Leader of oil-for-food program resigns

? The former director of the United Nations’ $64 billion oil-for-food program resigned Sunday, accusing Secretary General Kofi Annan of scapegoating him to save his own political future. Benon Sevan, who has been serving on a $1-a-year contract, issued his announcement the day before a U.N.-appointed inquiry is scheduled to release a report accusing him of accepting cash bribes from an Egyptian oil dealer who traded with Iraq through the U.N.’s largest humanitarian program.

Former Federal Reserve chairman Paul Volcker, head of the U.N.-appointed Independent Inquiry Committee probing corruption in the program, will release his third interim report today. The report is expected to assert that Sevan used his position as head of the program to steer business to an Egyptian oil man in exchange for payoffs delivered through a close Egyptian relative of former U.N. secretary general Boutros Boutros-Ghali.

Sevan, 67, a 40-year veteran of the United Nations, told Annan in a letter that he is innocent of the accusations, and criticized the U.N. chief for breaking his promise to cover Sevan’s legal fees during the U.N. investigation. His decision essentially pre-empted anticipated plans by the United Nations to let him go before the end of the year.

“The charges are false, and you, who have known me all these years, should know they are false,” Sevan wrote in the three-page letter distributed by his lawyer, Eric L. Lewis. “I fully understand the pressure that you are under, and that there are those who are trying to destroy your reputation as well as my own, but sacrificing me for political expediency will never appease our critics or help you or the Organization.”

Although Sevan had essentially finished his service with the United Nations in late 2003, he was asked by Annan to remain on the job for a $1-a-year fee to cooperate in Volcker’s investigation. Annan pledged to cover Sevan’s legal fees, but he reneged on that commitment and initiated disciplinary proceedings after the Volcker committee alleged in a February report that Sevan had engaged in a “grave conflict of interest” by soliciting oil deals for an Egyptian associate. The arrangement provided Sevan with diplomatic immunity, but Annan said he would waive it if Sevan faced criminal charges.

The Manhattan district attorney is conducting a criminal probe into Sevan’s activities. Lewis said Sevan is in his native Cyprus, where he plans to retire. On Thursday, Lewis disclosed findings of the investigation, to get out Sevan’s side of the story.

The oil-for-food program was established in December 1996 to allow Iraq, which was facing U.N. sanctions for its 1990 invasion of Kuwait, to sell oil to buy food and medicine and to repay billions in war reparations.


WHAT YOU NEED TO DO:
Match on the string "pixels" in the entries below and return every matching line.

● ● ● ●

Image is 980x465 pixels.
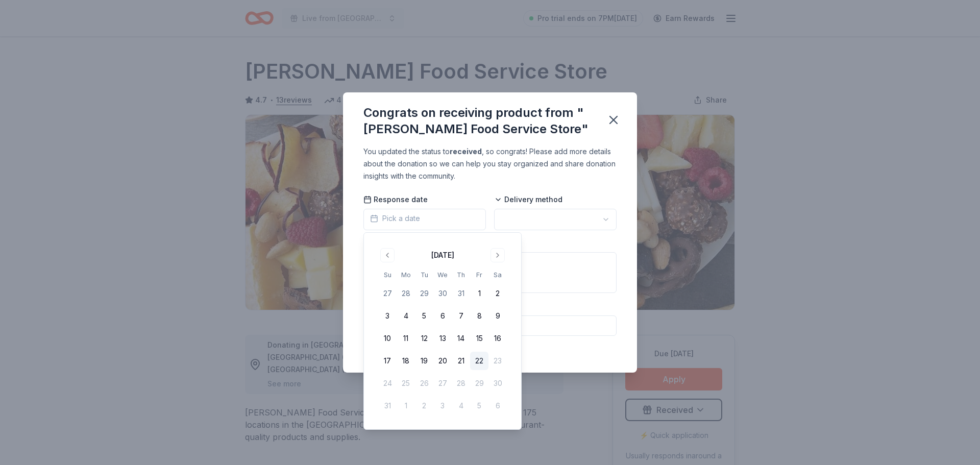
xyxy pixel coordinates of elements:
[378,307,396,325] button: 3
[470,270,489,280] th: Friday
[434,270,452,280] th: Wednesday
[434,307,452,325] button: 6
[494,195,562,204] span: Delivery method
[489,307,507,325] button: 9
[470,284,489,302] button: 1
[490,248,505,262] button: Go to next month
[434,351,452,370] button: 20
[415,284,434,302] button: 29
[415,270,434,280] th: Tuesday
[452,329,470,348] button: 14
[396,329,415,348] button: 11
[470,329,489,348] button: 15
[489,270,507,280] th: Saturday
[470,351,489,370] button: 22
[470,307,489,325] button: 8
[378,270,396,280] th: Sunday
[378,329,396,348] button: 10
[370,212,420,224] span: Pick a date
[489,329,507,348] button: 16
[378,351,396,370] button: 17
[396,351,415,370] button: 18
[452,307,470,325] button: 7
[452,284,470,302] button: 31
[380,248,395,262] button: Go to previous month
[396,284,415,302] button: 28
[415,329,434,348] button: 12
[431,249,454,261] div: [DATE]
[364,195,427,204] span: Response date
[415,307,434,325] button: 5
[364,145,617,182] div: You updated the status to , so congrats! Please add more details about the donation so we can hel...
[434,284,452,302] button: 30
[364,105,594,137] div: Congrats on receiving product from "[PERSON_NAME] Food Service Store"
[396,307,415,325] button: 4
[434,329,452,348] button: 13
[452,351,470,370] button: 21
[415,351,434,370] button: 19
[449,147,482,155] b: received
[489,284,507,302] button: 2
[378,284,396,302] button: 27
[364,208,486,230] button: Pick a date
[396,270,415,280] th: Monday
[452,270,470,280] th: Thursday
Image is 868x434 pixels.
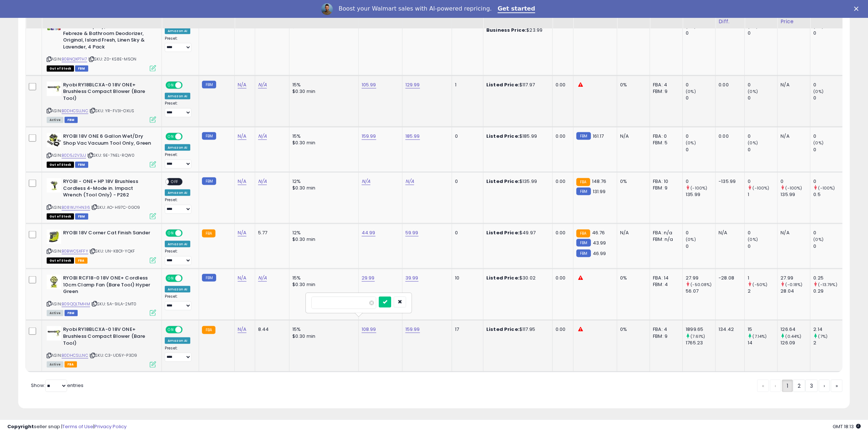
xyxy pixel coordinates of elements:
[165,93,190,100] div: Amazon AI
[686,133,715,140] div: 0
[836,382,838,389] span: »
[89,108,134,114] span: | SKU: YR-FV3I-OXUS
[293,236,353,242] div: $0.30 min
[748,340,777,346] div: 14
[686,94,715,102] div: 0
[339,5,492,12] div: Boost your Walmart sales with AI-powered repricing.
[406,81,420,88] a: 129.99
[455,230,477,236] div: 0
[486,133,547,140] div: $185.99
[293,274,353,282] div: 15%
[781,178,810,184] div: 0
[406,325,420,333] a: 159.99
[814,24,823,29] small: (0%)
[46,82,156,122] div: ASIN:
[814,82,843,88] div: 0
[293,282,353,288] div: $0.30 min
[719,82,740,88] div: 0.00
[781,82,805,88] div: N/A
[653,82,677,88] div: FBA: 4
[455,274,477,282] div: 10
[46,361,63,367] span: All listings currently available for purchase on Amazon
[63,82,152,103] b: Ryobi RY18BLCXA-0 18V ONE+ Brushless Compact Blower (Bare Tool)
[62,108,88,114] a: B0DHCSLLNC
[498,5,535,13] a: Get started
[855,6,862,11] div: Close
[46,16,156,70] div: ASIN:
[182,275,194,282] span: OFF
[748,192,777,198] div: 1
[748,88,758,94] small: (0%)
[748,274,777,282] div: 1
[653,184,677,192] div: FBM: 9
[486,274,547,282] div: $30.02
[238,229,246,236] a: N/A
[556,230,567,236] div: 0.00
[87,152,135,158] span: | SKU: 9E-7NEL-RQW0
[406,133,420,140] a: 185.99
[748,178,777,184] div: 0
[182,82,194,88] span: OFF
[64,310,78,316] span: FBM
[258,81,267,88] a: N/A
[786,185,803,191] small: (-100%)
[238,177,246,185] a: N/A
[593,133,604,140] span: 161.17
[653,133,677,140] div: FBA: 0
[46,161,74,168] span: All listings that are currently out of stock and unavailable for purchase on Amazon
[748,140,758,146] small: (0%)
[406,177,414,185] a: N/A
[748,230,777,236] div: 0
[95,423,127,430] a: Privacy Policy
[593,250,607,257] span: 46.99
[46,214,74,219] span: All listings that are currently out of stock and unavailable for purchase on Amazon
[620,274,644,282] div: 0%
[781,133,805,140] div: N/A
[786,333,802,340] small: (0.44%)
[202,132,216,140] small: FBM
[814,243,843,250] div: 0
[814,178,843,184] div: 0
[202,326,216,334] small: FBA
[7,423,34,430] strong: Copyright
[62,204,90,210] a: B08WJYHN36
[653,333,677,340] div: FBM: 9
[165,198,194,214] div: Preset:
[46,274,62,290] img: 41f4bM-n28L._SL40_.jpg
[165,152,194,168] div: Preset:
[361,177,370,185] a: N/A
[258,326,284,332] div: 8.44
[406,229,418,236] a: 59.99
[166,82,176,88] span: ON
[620,326,644,332] div: 0%
[62,248,88,254] a: B0BWC5XFFY
[653,274,677,282] div: FBA: 14
[819,185,835,191] small: (-100%)
[686,146,715,153] div: 0
[165,294,194,310] div: Preset:
[793,380,806,392] a: 2
[748,24,758,29] small: (0%)
[814,88,823,94] small: (0%)
[361,229,376,236] a: 44.99
[814,288,843,294] div: 0.29
[686,140,696,146] small: (0%)
[686,340,715,346] div: 1765.23
[814,326,843,332] div: 2.14
[620,178,644,184] div: 0%
[486,177,519,184] b: Listed Price:
[165,286,190,292] div: Amazon AI
[686,288,715,294] div: 56.07
[46,230,62,244] img: 315VRdatO0L._SL40_.jpg
[781,230,805,236] div: N/A
[46,66,74,72] span: All listings that are currently out of stock and unavailable for purchase on Amazon
[814,30,843,37] div: 0
[46,326,156,366] div: ASIN:
[75,66,88,72] span: FBM
[686,326,715,332] div: 1899.65
[806,380,818,392] a: 3
[620,82,644,88] div: 0%
[166,230,176,236] span: ON
[63,274,152,297] b: RYOBI RCF18-0 18V ONE+ Cordless 10cm Clamp Fan (Bare Tool) Hyper Green
[690,333,706,340] small: (7.61%)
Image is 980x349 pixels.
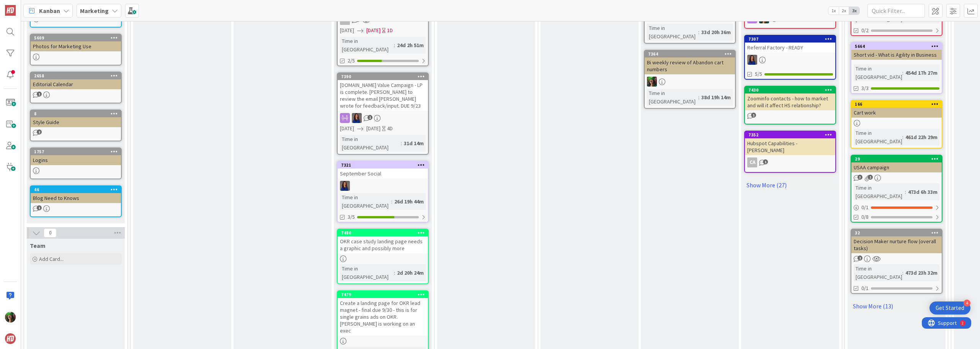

● ● ● ●

SOLUTION TO THIS PROBLEM:
Image is 980x465 pixels.
Image is 868x434 pixels.
Image is 980x349 pixels.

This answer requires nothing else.